Sunday, November 19, 2017

Loving the world sans worldliness

THE secret is to see to it that our mind and heart are
always with God. We should not allow ourselves to be fully taken by
the charms and deceiving allurements of the world. We have to be
completely detached from it, which does not mean that we should hate
it. On the contrary, we have to be immersed in it as much as possible
and yet love it but in the way God loves it.
  
            That is the challenge! So the question to ask is: How does
God love it so we can also love it the way he does? We just cannot
rely on our ideas and ways of loving the world, because without God
that loving would be suspicious at best.

             We can enumerate a few relevant points. First of all, God
loves the world because he created it and endowed it with all the
qualities, both actual and potential, in order to serve us. That is
the purpose of the world. We in our turn should use the world the way
God wants us to use it. And this ultimately is to give glory to God.
  
            Let’s remember that as Creator, God has given everything
in the world its proper nature and laws whose purpose is nothing other
than to give glory to himself. We on our part can only use and develop
the world properly when we respect the nature and laws of everything
that is in it. More than that, we should try to discern how each thing
in the world becomes a living part of the abiding providence of God
over all of us.
  
            Let’s remember that God commanded us, first through our
first parents, that we should “subdue the earth,” which means we
develop it as much as we can. God does not want us to flee from the
world, or to consider it as essentially bad.
  
            In fact, we are asked to be always fruitful and productive
while using and developing the things of this world. This is how we,
as the masterpiece of God’s creation, can prove that we are giving
glory to God, or are truly loving him, repaying his love with love,
which in the end is the ultimate purpose of why are placed in this
world.
  
            This does not mean that there are no dangers in the world.
Precisely because of the sins of men and the wiles of the devil, there
are certain things in the world that can be extremely dangerous to us.
  
            St. John in his first letter went to the extent of saying
that “everything in the world—the lust of the flesh, the lust of the
eyes, and the pride of life—comes not from the Father but from the
world.” (2,16)
  
            We cannot underestimate these powerful dangers. That’s why
we should do all to struggle against these elements in the world.
Doing battle against these things in the world is one clear way of
loving it, because we would then be purifying it of the effects of our
sins.
  
            Everyday we have to make a plan and strategy of how to
effectively handle this abiding predicament of ours. We should give
our all in developing the potentials of the world in all its aspects,
and at the same time purifying the world continually of the effects of
our sins.
  
            This is how we can love the world without being worldly!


Range to repeat from the listing below: the line containing "The image size" down to the line containing "Describe the element", both included. Copy it exactly, pictures excluded, and add nothing else.
[Excerpted data]
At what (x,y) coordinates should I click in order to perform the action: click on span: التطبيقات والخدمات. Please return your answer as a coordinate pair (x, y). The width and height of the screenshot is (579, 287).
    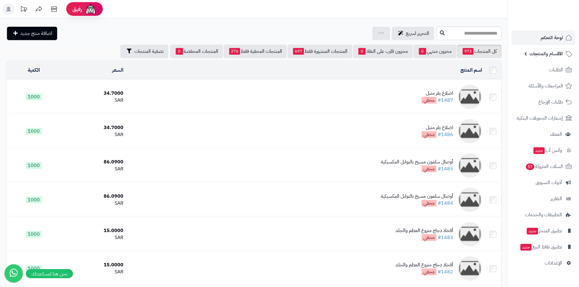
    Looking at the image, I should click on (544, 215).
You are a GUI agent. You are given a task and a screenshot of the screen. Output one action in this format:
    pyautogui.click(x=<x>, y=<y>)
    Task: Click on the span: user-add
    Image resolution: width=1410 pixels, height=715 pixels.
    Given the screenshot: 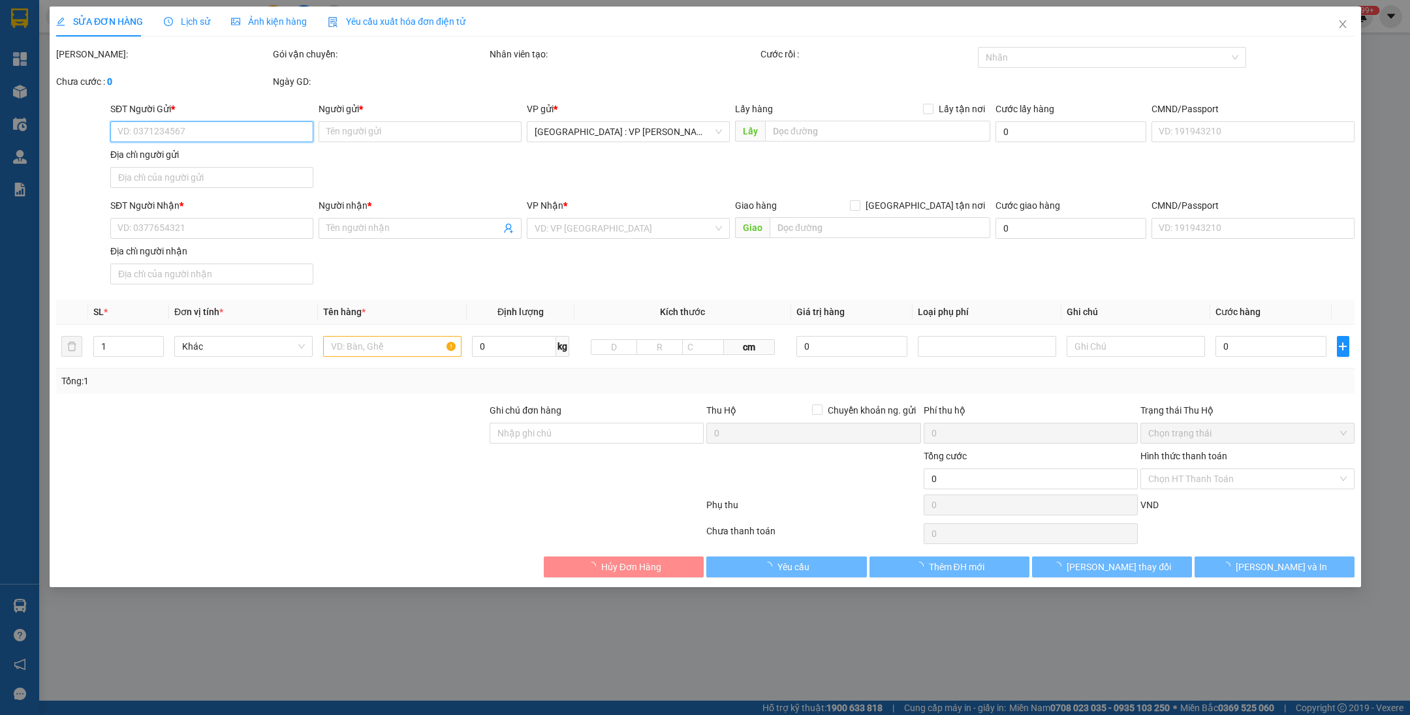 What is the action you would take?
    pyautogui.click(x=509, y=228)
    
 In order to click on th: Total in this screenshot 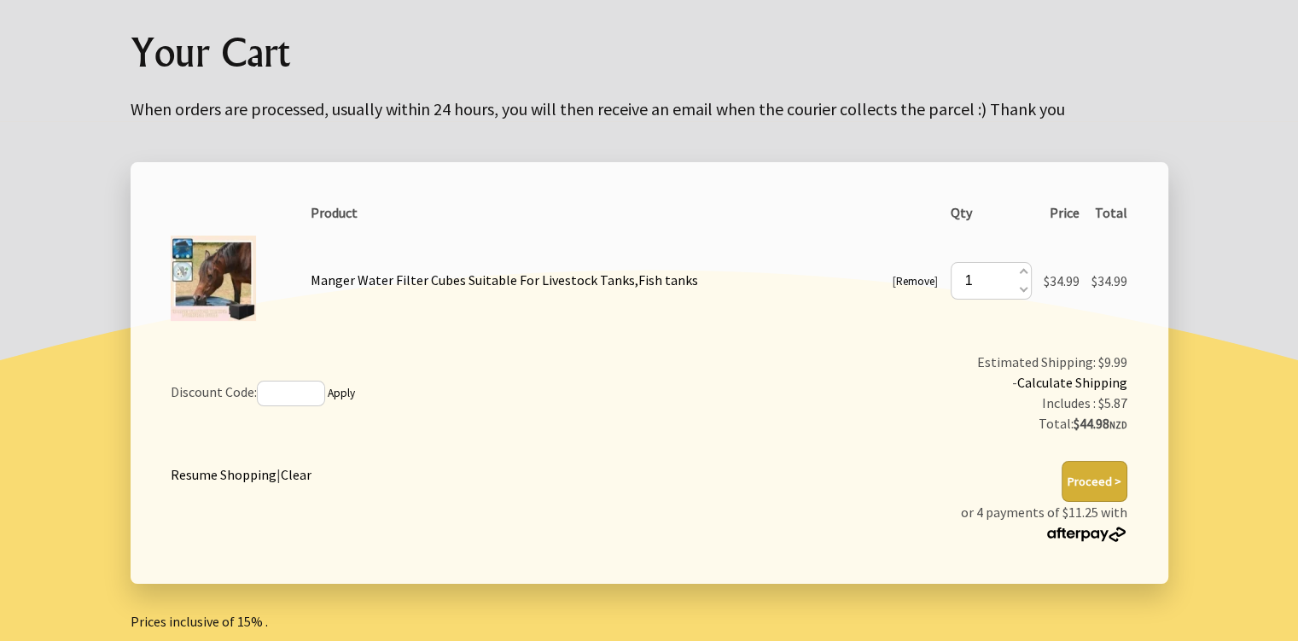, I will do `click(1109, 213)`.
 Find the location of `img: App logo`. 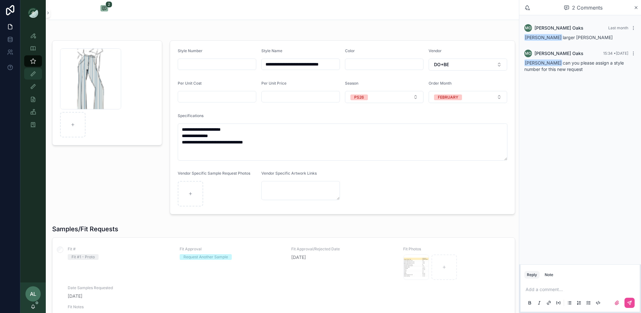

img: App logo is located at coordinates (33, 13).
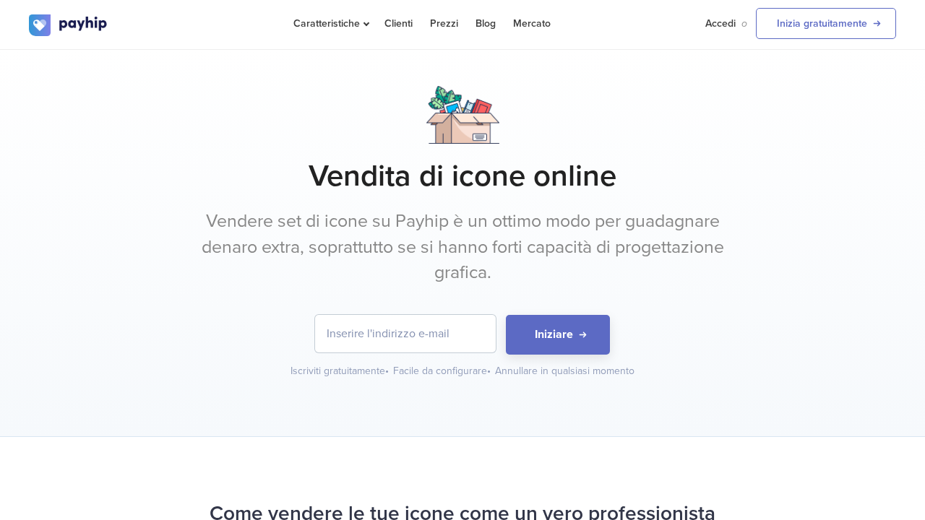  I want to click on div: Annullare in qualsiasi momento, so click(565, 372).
[/Excerpted data]
[Excerpted data]
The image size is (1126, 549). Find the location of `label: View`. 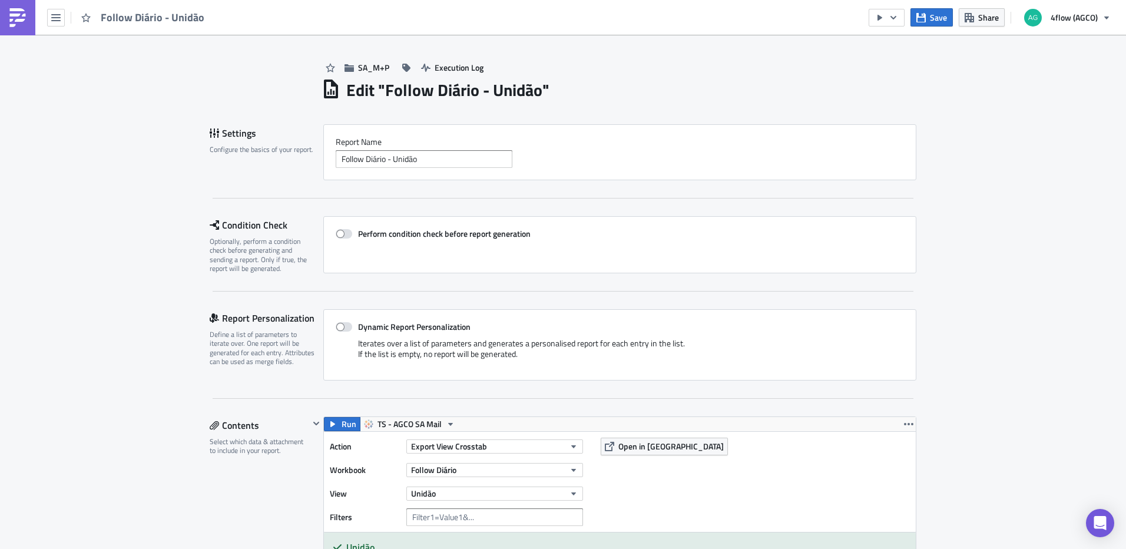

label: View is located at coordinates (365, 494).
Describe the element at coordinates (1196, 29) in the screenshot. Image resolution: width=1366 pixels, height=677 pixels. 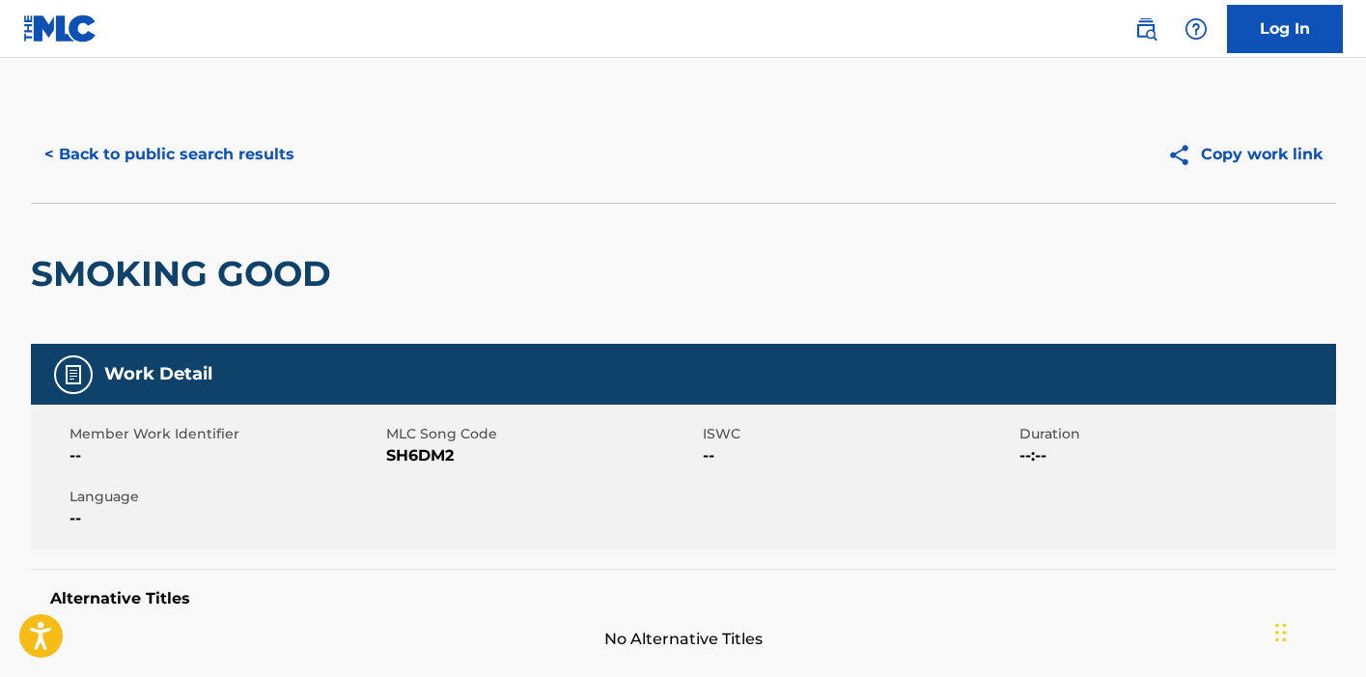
[/Excerpted data]
## [Response area]
The image size is (1126, 549). Find the location of `label: View`. 

label: View is located at coordinates (365, 494).
Describe the element at coordinates (1196, 29) in the screenshot. Image resolution: width=1366 pixels, height=677 pixels. 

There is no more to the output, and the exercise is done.